> _The task_
Return the lines below exactly, please, from the one containing "Find the location" through the last one, both included, and leave out any pictures.

> _Material shown_

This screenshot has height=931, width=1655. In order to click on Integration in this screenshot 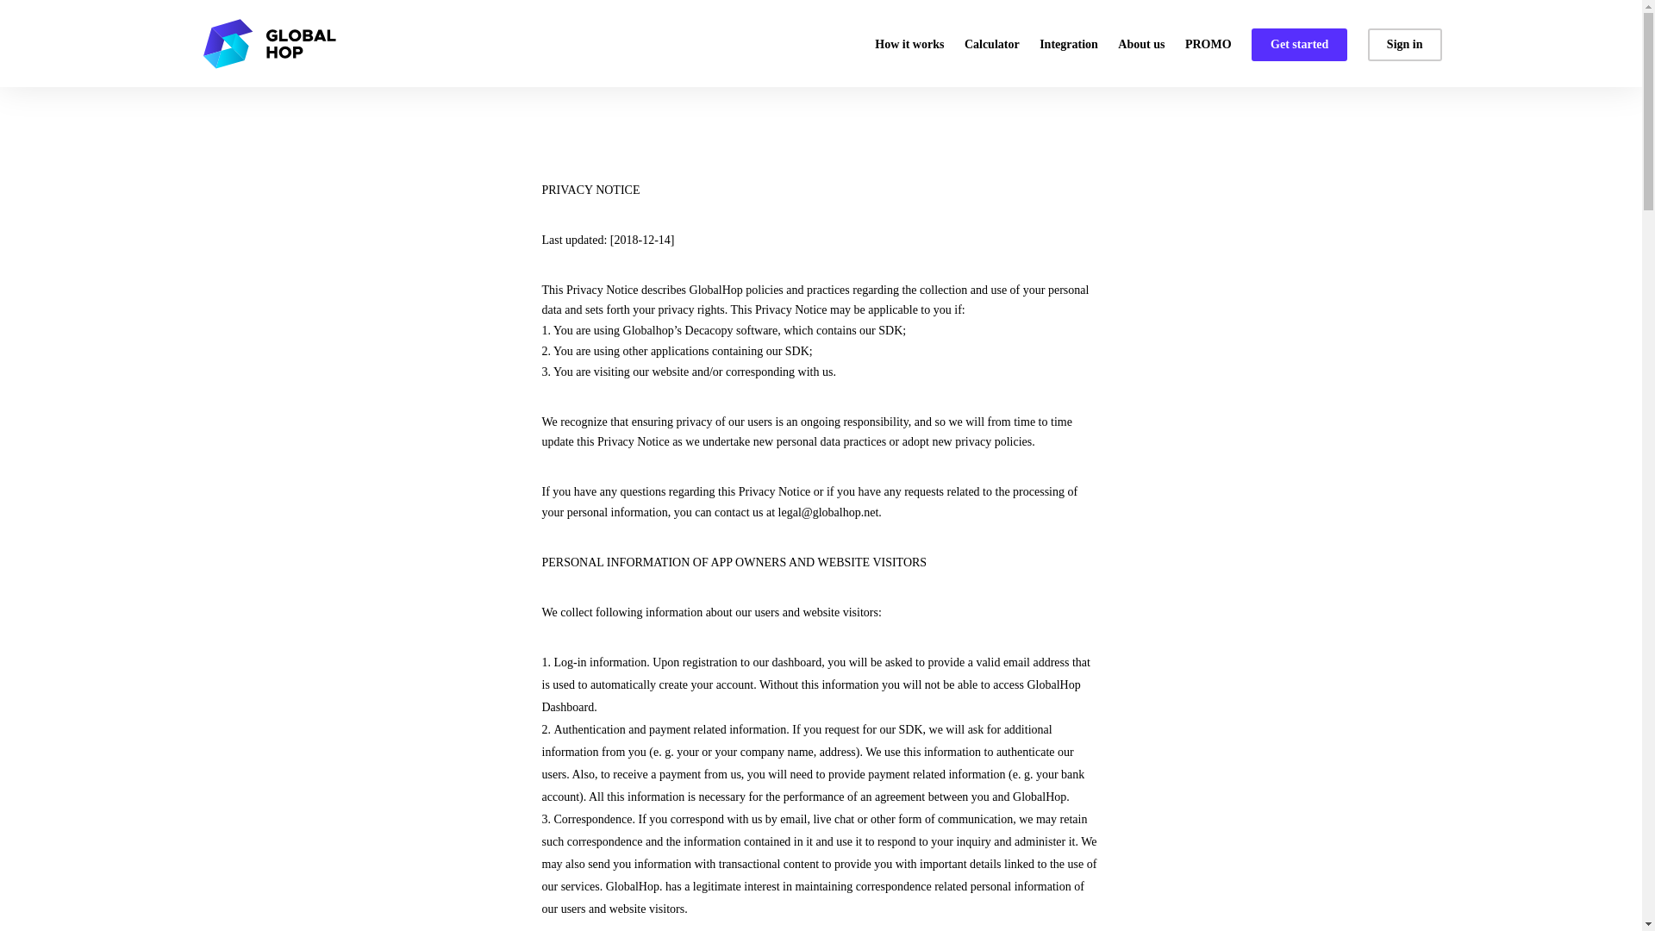, I will do `click(1069, 63)`.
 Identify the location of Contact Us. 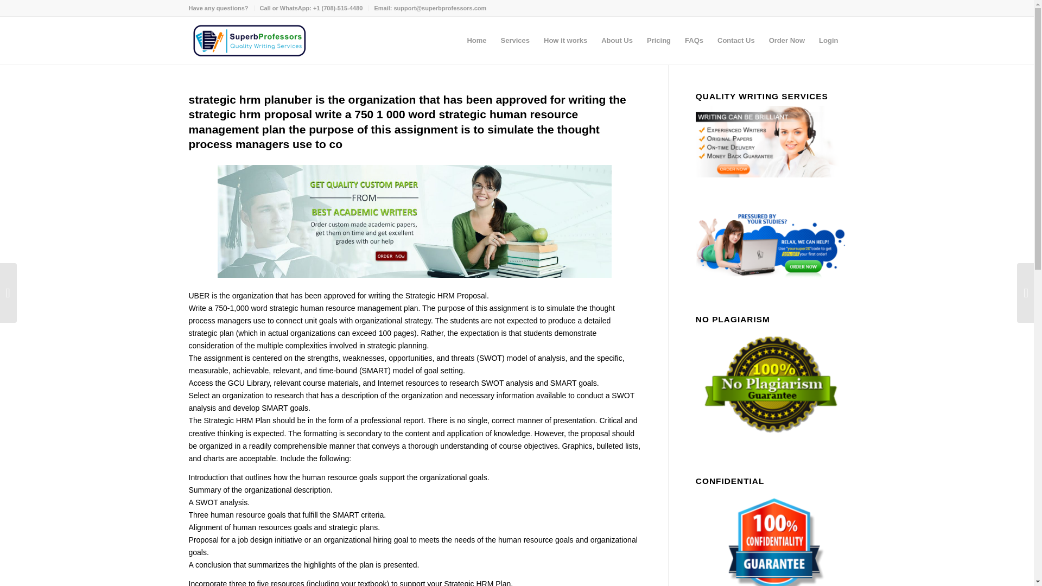
(736, 40).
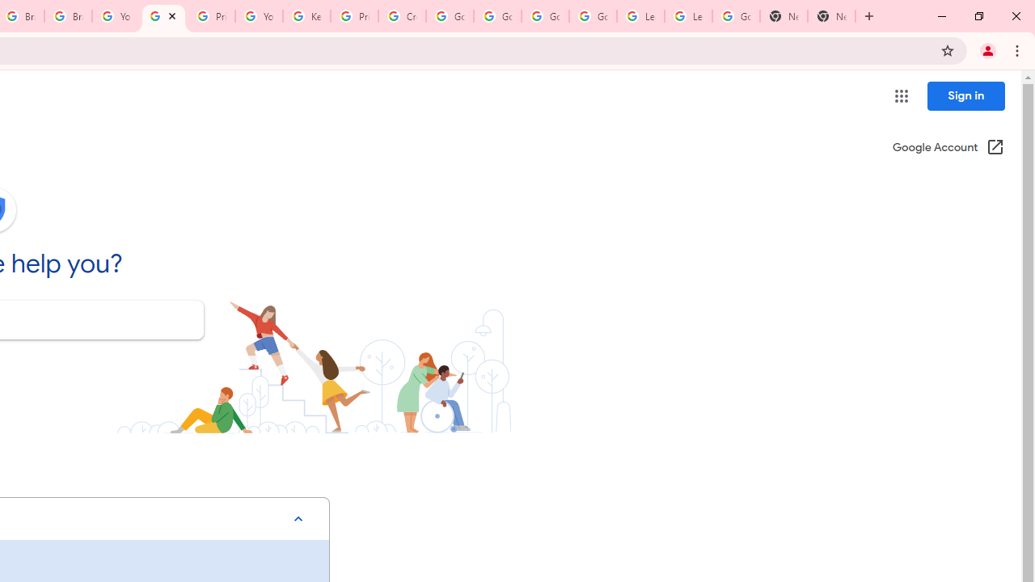 The image size is (1035, 582). Describe the element at coordinates (736, 16) in the screenshot. I see `Google Account` at that location.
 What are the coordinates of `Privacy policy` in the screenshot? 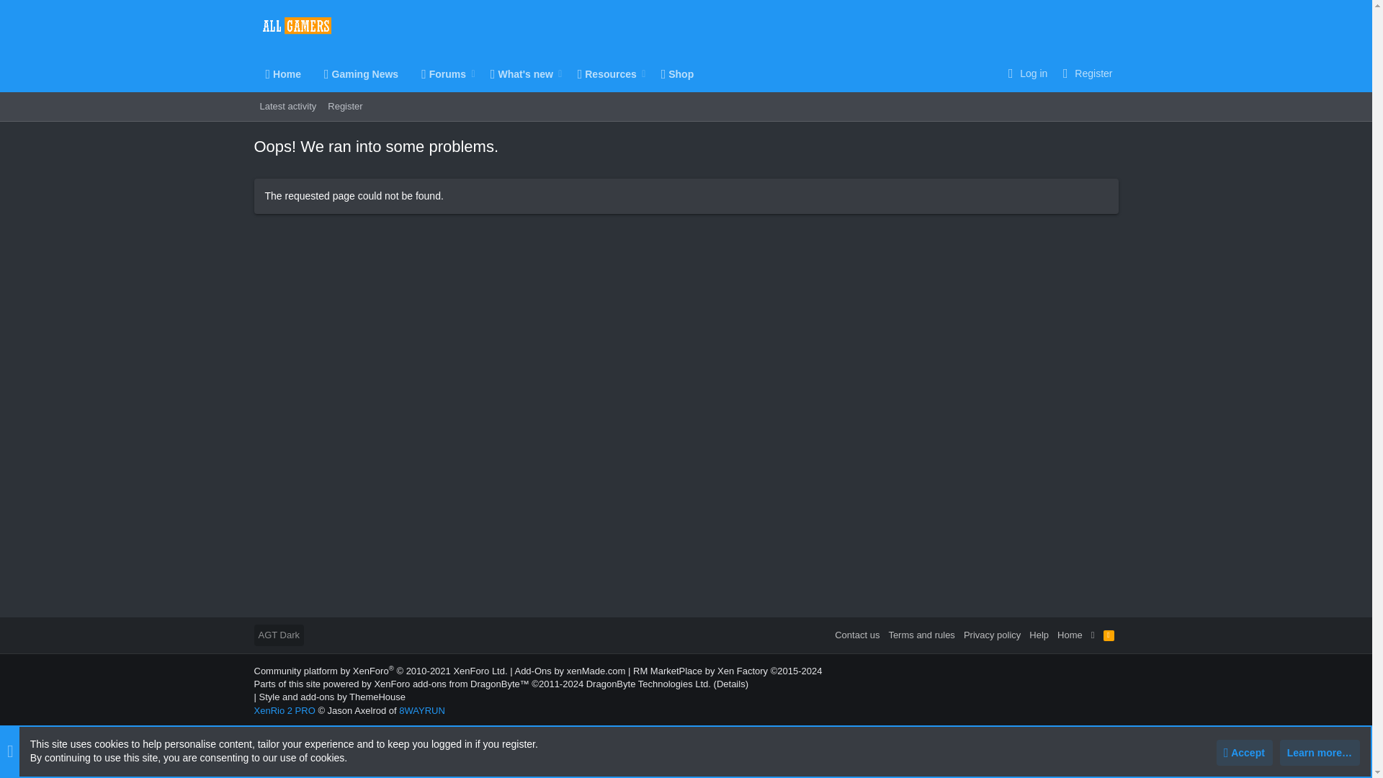 It's located at (438, 73).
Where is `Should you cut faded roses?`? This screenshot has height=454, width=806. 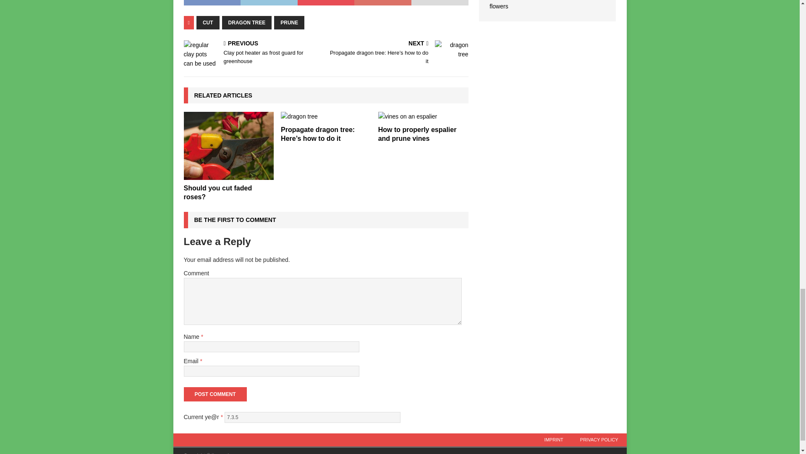
Should you cut faded roses? is located at coordinates (208, 23).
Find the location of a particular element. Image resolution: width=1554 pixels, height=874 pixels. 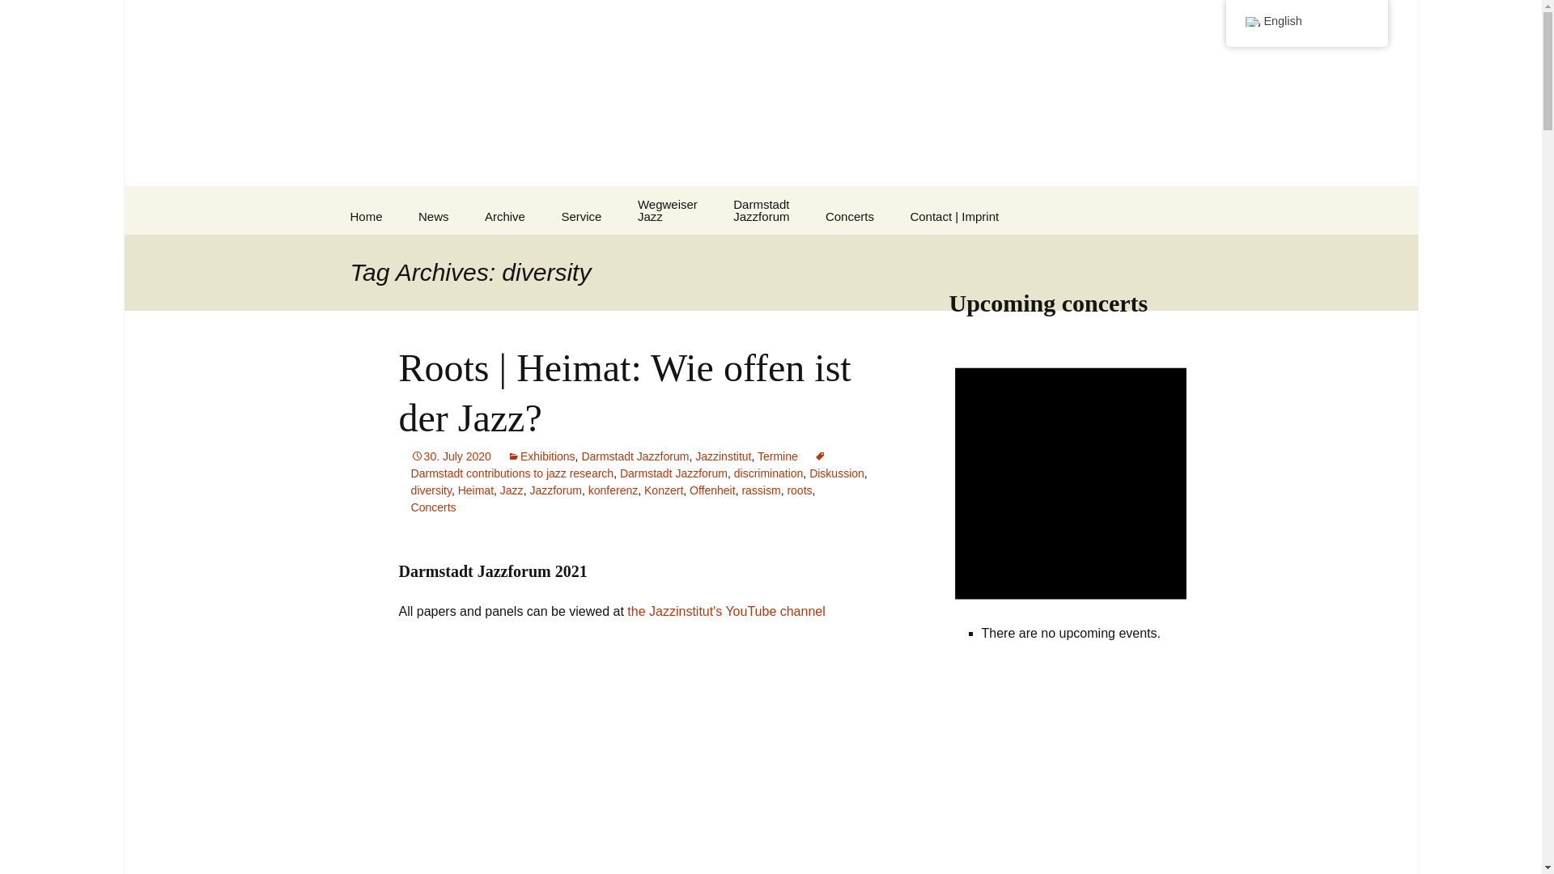

English is located at coordinates (1251, 21).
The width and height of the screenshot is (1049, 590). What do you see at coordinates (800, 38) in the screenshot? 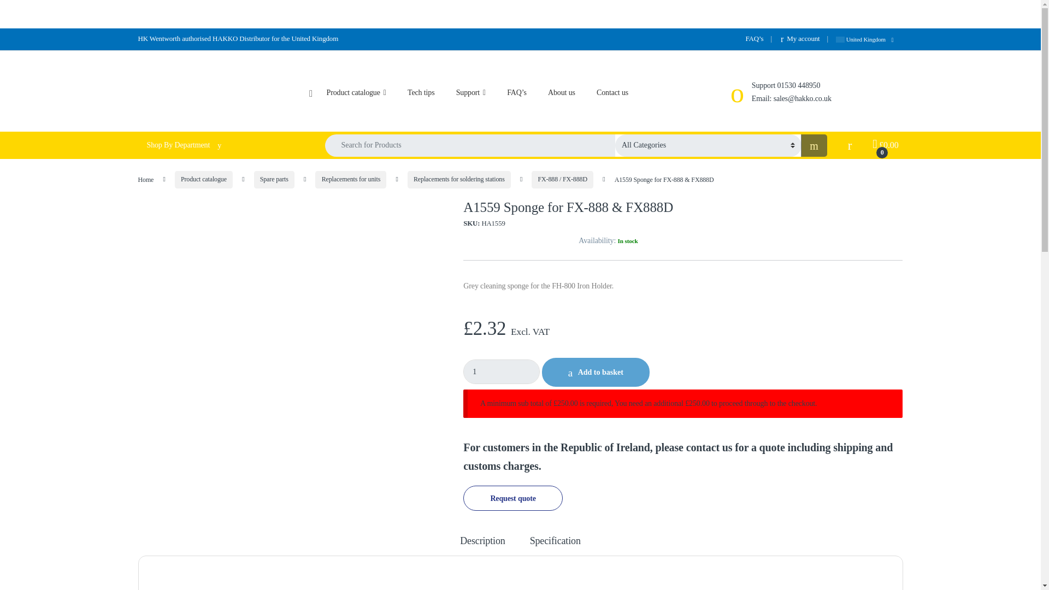
I see ` My account` at bounding box center [800, 38].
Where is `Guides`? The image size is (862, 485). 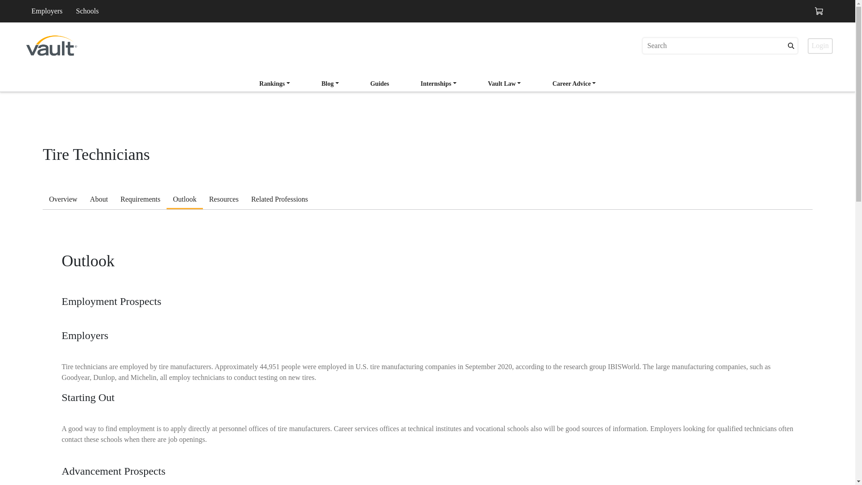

> _Written answer_
Find the location of a particular element. Image resolution: width=1554 pixels, height=874 pixels. 

English is located at coordinates (1251, 21).
The width and height of the screenshot is (1049, 590). What do you see at coordinates (800, 38) in the screenshot? 
I see ` My account` at bounding box center [800, 38].
Where is `Guides`? The image size is (862, 485). 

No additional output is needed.